Columbia County Local Notable: Todd Erling | Local Notables | Hudson Valley | Chronogram Magazine
Columbia County Local Notable: Todd Erling
Photo by David Morris Cunningham.

With an office on the 200 block of Warren Street in Hudson, the not-for-profit Hudson Valley AgriBusiness Development Corporation (HVADC) was founded in 2007 to encourage “the development, promotion, enhancement, and retention of the agricultural industry and its associated economic and environmental benefits within New York’s Hudson Valley.” The organization offers technical aid, business development support, financial resource coordination, and other means of assistance to agribusiness-related enterprises in Columbia, Dutchess, Orange, and Ulster Counties. In its first year alone, the foundation helped bring to fruition such projects as a farmer-owned vegetable processing facility, a feasibility analysis for a local biodiesel manufacturing plant, business support for a renewable fuels-related biotechnology start-up, and fundraising for a local dairy processing cooperative.

“Our objective is to offer to agriculture businesses all the economic-development tools and programs that have been available to traditional businesses,” says founding HVADC Executive Director Todd Erling, whose background includes academic studies in environmental design, community and economic-development efforts, and working in his family’s orchards while growing up. “For agriculture to thrive and survive in the Hudson Valley, it’s important for these opportunities to be accessible.” Passionate about protecting the region’s open space and contributing to its economic vitality by preserving its longstanding agricultural tradition, Erling is a member of Senator Kirsten Gillibrand’s Agricultural Working Group, Congressman Chris Gibson’s Agricultural Advisory Board, the New York Agribusiness Development Corporation, the Columbia County Farm Bureau, the Hudson Valley Agriculture Partnership Steering Committee, and other related bodies. He lives and works on his wife’s family farm in Livingston.

With its backing provided by government and private grants, the HVADC focuses its programming on six core efforts: production agriculture; value-added food processing; agro- and culinary tourism; agricultural biotechnology and related research; and agriculturally related marketing and distribution; agriculturally related alternative energy production. One of HVADC’s signature components is its AgriBusiness Incubator Without Walls program, which offers financial assistance to qualified businesses, along with access to the organization’s large network of related entrepreneurs and on-call advice from local business planning, marketing, and financial experts. “Incubator Without Walls is unique in the ways it helps farmers and other businesses,” explains Erling. “It has a very strategic approach, with very specific business planning and marketability assessment.”
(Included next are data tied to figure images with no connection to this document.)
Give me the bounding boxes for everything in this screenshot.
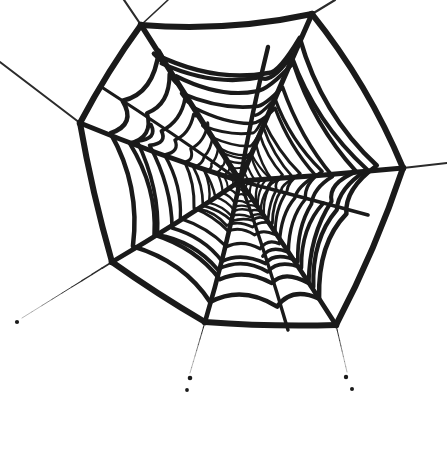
dot-lower-left (15, 320, 19, 324)
frame-anchor-lower-right (333, 322, 340, 329)
spider-web-figure (0, 0, 447, 451)
drawing-canvas (0, 0, 447, 451)
dot-bottom-right-a (344, 375, 348, 379)
frame-anchor-upper-right (400, 165, 407, 172)
frame-anchor-bottom (202, 319, 209, 326)
dot-bottom-b (185, 388, 189, 392)
dot-bottom-right-b (350, 387, 354, 391)
dot-bottom-a (188, 376, 193, 381)
frame-anchor-top-right (309, 11, 316, 18)
frame-anchor-lower-left (109, 259, 116, 266)
frame-anchor-left (77, 120, 84, 127)
frame-anchor-top-left (138, 22, 145, 29)
frame-edge-3 (205, 322, 336, 326)
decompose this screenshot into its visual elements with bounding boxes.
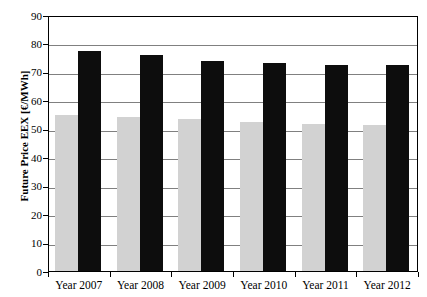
gridline	[49, 131, 417, 132]
y-tick-label: 30	[14, 181, 42, 192]
bar	[178, 119, 201, 271]
plot-area	[48, 16, 418, 272]
bar	[240, 122, 263, 271]
bar	[78, 51, 101, 271]
y-tick-label: 10	[14, 238, 42, 249]
gridline	[49, 74, 417, 75]
x-tick-label: Year 2007	[48, 278, 110, 292]
x-tick-label: Year 2010	[233, 278, 295, 292]
bar	[386, 65, 409, 271]
x-tick-label: Year 2012	[356, 278, 418, 292]
gridline	[49, 159, 417, 160]
gridline	[49, 245, 417, 246]
x-tick-label: Year 2011	[295, 278, 357, 292]
y-tick-label: 80	[14, 39, 42, 50]
bar	[325, 65, 348, 271]
y-tick-label: 0	[14, 267, 42, 278]
y-tick-label: 20	[14, 210, 42, 221]
x-tick-mark	[48, 272, 49, 277]
bar	[117, 117, 140, 271]
bar	[363, 125, 386, 271]
x-tick-mark	[171, 272, 172, 277]
y-tick-label: 90	[14, 11, 42, 22]
y-tick-label: 50	[14, 124, 42, 135]
bar	[302, 124, 325, 271]
bar	[201, 61, 224, 271]
gridline	[49, 45, 417, 46]
y-tick-label: 40	[14, 153, 42, 164]
gridline	[49, 216, 417, 217]
x-tick-label: Year 2009	[171, 278, 233, 292]
gridline	[49, 188, 417, 189]
x-tick-mark	[110, 272, 111, 277]
bar-chart: Future Price EEX [€/MWh] 010203040506070…	[0, 0, 427, 297]
x-tick-mark	[295, 272, 296, 277]
y-tick-label: 70	[14, 67, 42, 78]
bar	[55, 115, 78, 271]
bar	[263, 63, 286, 271]
gridline	[49, 102, 417, 103]
x-tick-label: Year 2008	[110, 278, 172, 292]
x-tick-mark	[233, 272, 234, 277]
y-tick-label: 60	[14, 96, 42, 107]
x-tick-mark	[418, 272, 419, 277]
bar	[140, 55, 163, 271]
x-tick-mark	[356, 272, 357, 277]
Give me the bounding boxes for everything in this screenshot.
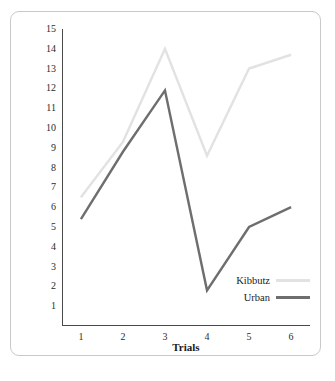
chart-legend: Kibbutz Urban (210, 272, 310, 306)
y-axis-tick-label: 5 (36, 222, 56, 232)
y-axis-tick-label: 9 (36, 143, 56, 153)
series-line-kibbutz (81, 49, 291, 198)
y-axis-tick-label: 6 (36, 202, 56, 212)
legend-swatch-kibbutz (276, 279, 310, 282)
y-axis-tick-label: 11 (36, 103, 56, 113)
series-line-urban (81, 90, 291, 290)
y-axis-tick-label: 2 (36, 281, 56, 291)
y-axis-tick-labels: 123456789101112131415 (36, 29, 56, 326)
plot-area: Trials Kibbutz Urban (62, 29, 310, 326)
y-axis-tick-label: 7 (36, 182, 56, 192)
figure: Average number of circles crossed per tr… (0, 0, 335, 381)
legend-item-kibbutz: Kibbutz (210, 272, 310, 289)
y-axis-tick-label: 8 (36, 163, 56, 173)
legend-label-kibbutz: Kibbutz (236, 275, 270, 286)
legend-item-urban: Urban (210, 289, 310, 306)
data-series-group (81, 49, 291, 291)
y-axis-tick-label: 10 (36, 123, 56, 133)
y-axis-tick-label: 13 (36, 64, 56, 74)
legend-label-urban: Urban (244, 292, 270, 303)
y-axis-tick-label: 15 (36, 24, 56, 34)
y-axis-tick-label: 12 (36, 83, 56, 93)
y-axis-tick-label: 14 (36, 44, 56, 54)
y-axis-tick-label: 1 (36, 301, 56, 311)
x-axis-label: Trials (62, 341, 310, 353)
y-axis-tick-label: 3 (36, 262, 56, 272)
y-axis-tick-label: 4 (36, 242, 56, 252)
legend-swatch-urban (276, 296, 310, 299)
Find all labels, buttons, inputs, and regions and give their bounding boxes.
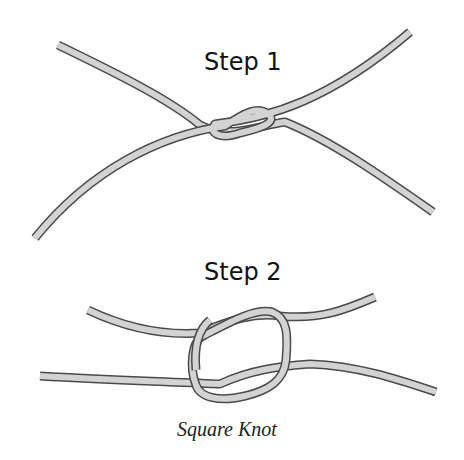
step-2-upper-rope xyxy=(88,297,375,333)
step-2-illustration xyxy=(40,297,436,399)
step-1-label: Step 1 xyxy=(204,48,282,76)
step-2-lower-rope xyxy=(40,364,436,392)
diagram-caption: Square Knot xyxy=(177,418,277,441)
step-2-label: Step 2 xyxy=(204,258,282,286)
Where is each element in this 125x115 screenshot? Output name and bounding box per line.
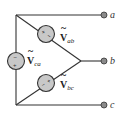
source-ca-minus: −: [14, 54, 18, 60]
voltage-source-bc: − + Vbc ~: [38, 69, 75, 92]
phasor-tilde-ca: ~: [28, 45, 34, 56]
terminal-a-label: a: [110, 9, 115, 20]
terminal-b-label: b: [110, 55, 115, 66]
terminal-a: a: [101, 9, 115, 20]
voltage-source-ab: + − Vab ~: [38, 22, 75, 45]
terminal-b-dot-icon: [101, 58, 107, 64]
terminal-c-dot-icon: [101, 102, 107, 108]
label-v-bc: Vbc: [60, 79, 75, 92]
delta-circuit-diagram: + − Vab ~ − + Vca ~ − + Vbc ~ a b: [0, 0, 125, 115]
label-v-ca: Vca: [27, 55, 41, 68]
source-ca-plus: +: [13, 62, 17, 68]
phasor-tilde-bc: ~: [61, 69, 67, 80]
terminal-a-dot-icon: [101, 12, 107, 18]
terminal-c: c: [101, 99, 115, 110]
label-v-ab: Vab: [60, 32, 75, 45]
terminal-c-label: c: [110, 99, 115, 110]
terminal-b: b: [101, 55, 115, 66]
voltage-source-ca: − + Vca ~: [8, 45, 42, 70]
phasor-tilde-ab: ~: [61, 22, 67, 33]
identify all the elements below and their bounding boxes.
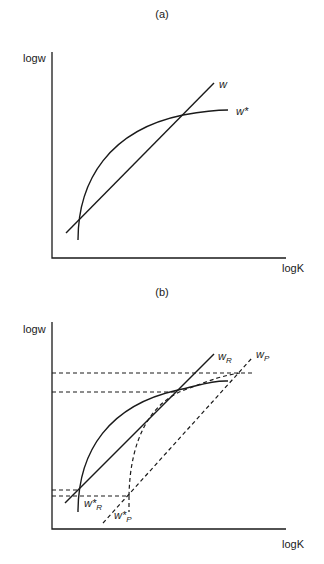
panel-a-axes (52, 52, 286, 258)
panel-a: (a) logw logK w w* (23, 8, 305, 274)
panel-a-w-star-label: w* (236, 105, 249, 117)
panel-b-w-r-line (65, 354, 214, 503)
diagram-canvas: (a) logw logK w w* (b) logw logK wR wP w… (0, 0, 324, 564)
panel-b-w-r-label: wR (218, 350, 232, 365)
panel-b-label: (b) (155, 286, 168, 298)
panel-b-w-star-r-label: w*R (84, 497, 102, 512)
panel-a-label: (a) (155, 8, 168, 20)
panel-b-y-axis-label: logw (23, 323, 46, 335)
panel-a-w-line (66, 83, 214, 233)
panel-b-x-axis-label: logK (282, 538, 305, 550)
panel-b: (b) logw logK wR wP w*R w*P (23, 286, 305, 550)
panel-a-x-axis-label: logK (282, 262, 305, 274)
panel-b-w-p-line (103, 358, 252, 523)
panel-a-y-axis-label: logw (23, 52, 46, 64)
panel-a-w-star-curve (78, 110, 228, 240)
panel-b-w-star-r-curve (78, 381, 228, 512)
panel-b-w-p-label: wP (256, 348, 270, 363)
panel-a-w-label: w (219, 78, 228, 90)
Other HVADC staple imperatives include the Hudson Valley Regional Agribusiness Development Strategic Plan; the Hudson Valley Biofuels Feasibility and Biodiesel Refinery Analysis program; the Hudson Valley Dairy Forum; and its Columbia, Orange, and Dutchess County Farm-to-Chef programs.

While the Hudson Valley’s rich soil, favorable growing climates, and ready access to large urban markets have long made it a thriving area for farm-based businesses, the balancing of its growing population and development issues continue to present local agriculture with challenges. Thankfully, Erling and the HVDAC are steadfast in their mission of strengthening farms and related businesses—and in turn the agriculture at large. On a further positive note, the director sees more good growth in the future.

“We plan to increase our range of coverage and move into serving areas in the Northern Hudson Valley,” he says. “Of course, when it comes to agriculture, your work is never done.” Hvadc.org.

Peter Aaron

Peter Aaron is the arts editor for Chronogram.